Oh, and on a side note, I no more than got my Audigy soundcard installed and
my Logitech Z-560s started having problems. Guess I'll have to get
something else. The volume control on them quit working properly and it
caused them to make severely loud pops and static noise every time you'd
adjust the knob.
Computer specs.
Aspire X-Dreamer II case with upgraded PSU (400w)
3 case fans
Logisys meteor case lights (2) blue
Asus A7V333 motherboard without RAID revision 1.xx BIOS 1017
AMD Athlon XP 2400+
Kingston HyperX PC-3000 512MB (Yes, PC-3000 exists)
NVIDIA GeForce3 Ti200 128MB DDR video card (Yes I know, it's old.)
Creative Audigy ES sound card
Linksys 10/100 Networking card
Memorex 52x32x52 CD RW drive
Lite On 16x DVD drive
Panasonic 3 1/2" floppy drive
WD 80GB 7200RPM HD 2MB cache (IDE)
WD 120GB 7200RPM HD 8MB cache (IDE)
Creative Inspire 2500 (Temperary replacement to the Z-560s)

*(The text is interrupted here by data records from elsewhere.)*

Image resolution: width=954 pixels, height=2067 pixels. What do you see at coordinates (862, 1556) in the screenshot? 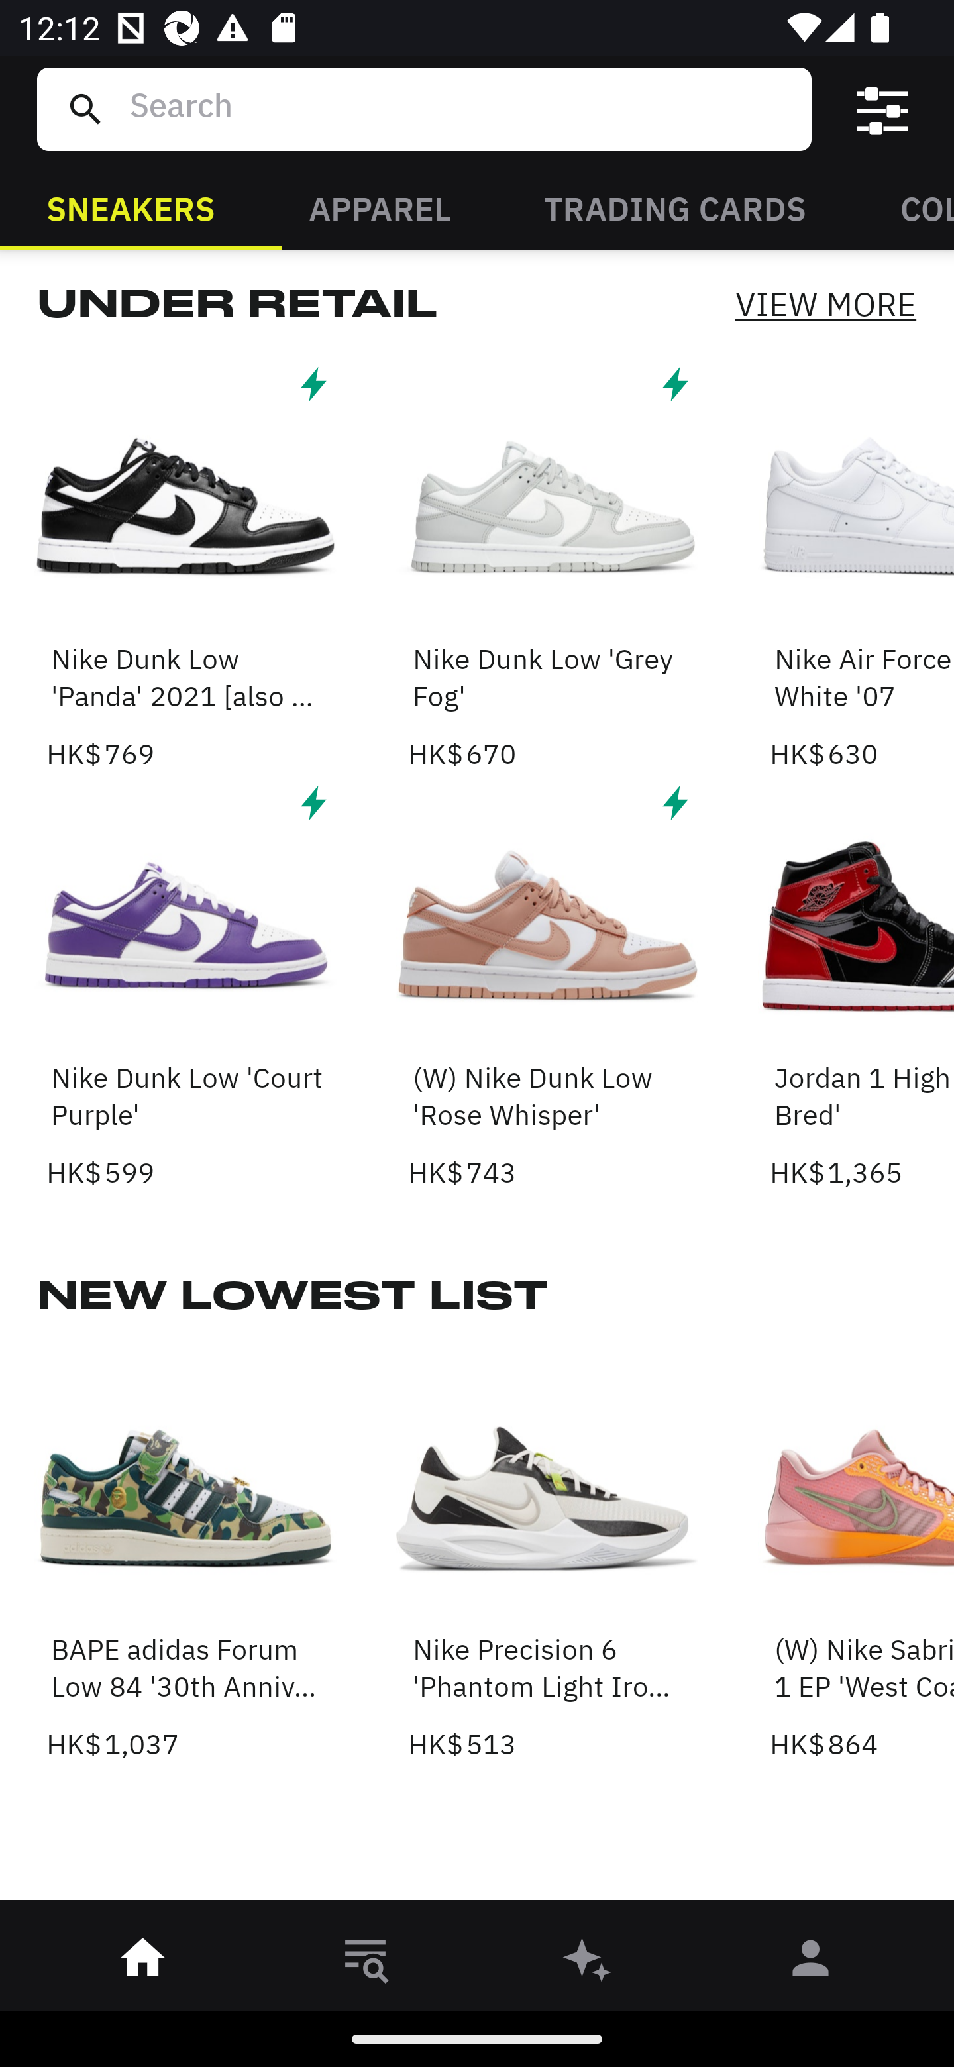
I see `(W) Nike Sabrina 1 EP 'West Coast Roots' HK$ 864` at bounding box center [862, 1556].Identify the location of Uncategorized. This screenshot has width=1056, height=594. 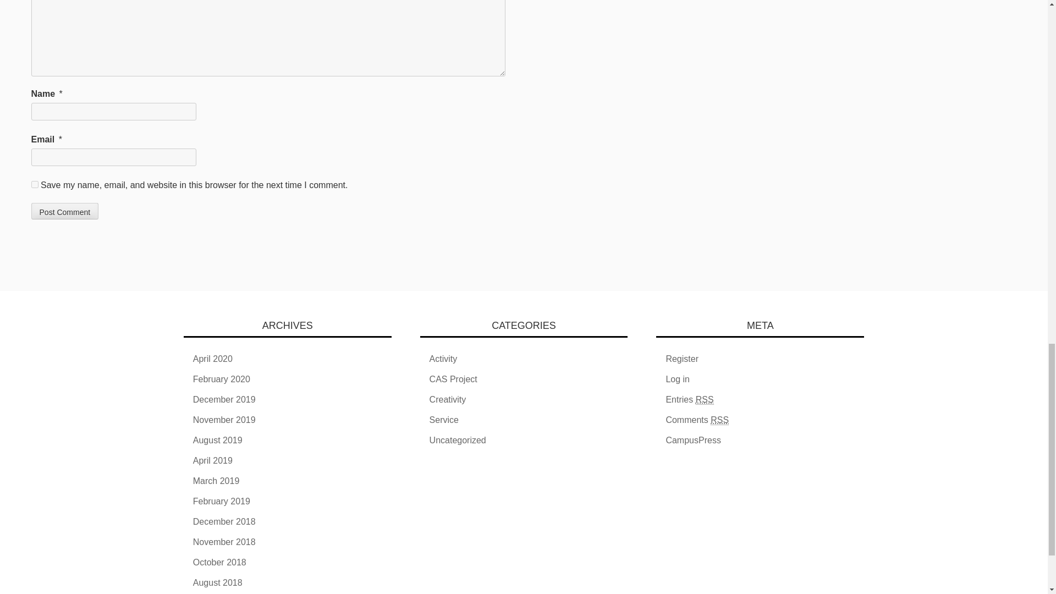
(458, 440). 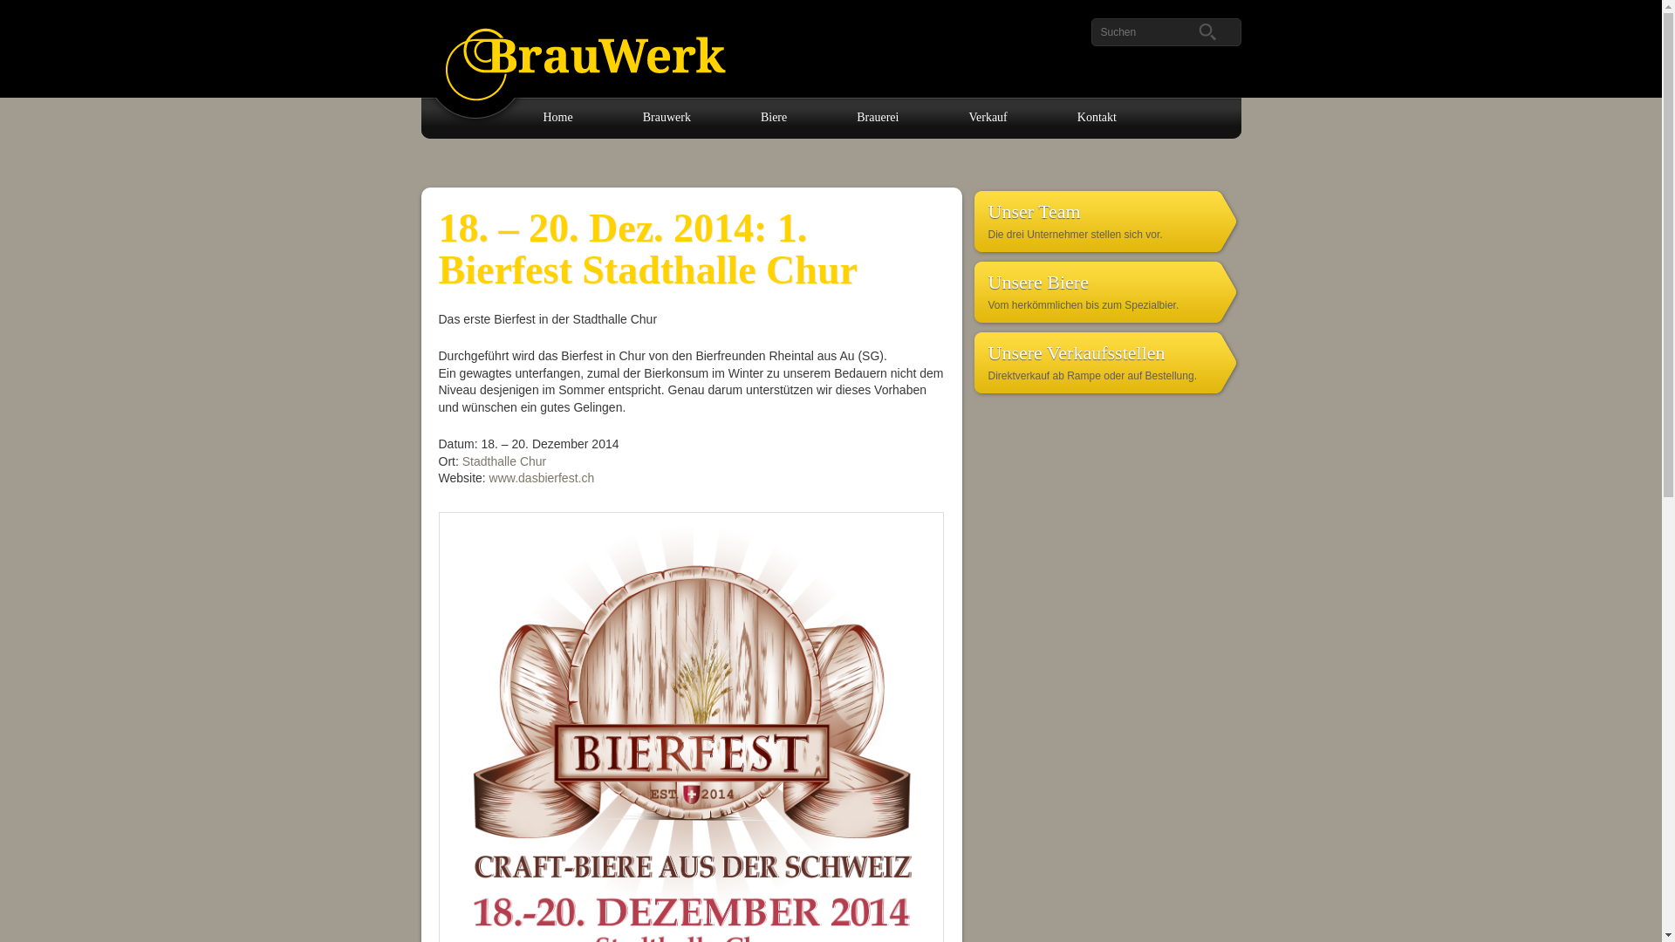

Proview 19" monitor (Yuck)
Canon i560
Logitech MX-510
....And other things not worth mentioning
 
J

jus234

hello.
i have similar problems after a hardware-update. new processor and
motherboard.
and then after i was able to play doom3. i bought a new mouse - the
logitech mx-310 - better for gaming.
i think its this mouse making the problems. sounds stupid, but i
recognized that most times when i am typing, the sounderrors occur.
so this mouse is connect to ps/2 like the keyboard. and maybe the
higher ps/2 refresh rate of the mx causes problems in the
southbridge/pci-controller.
does anybody know if this is possible?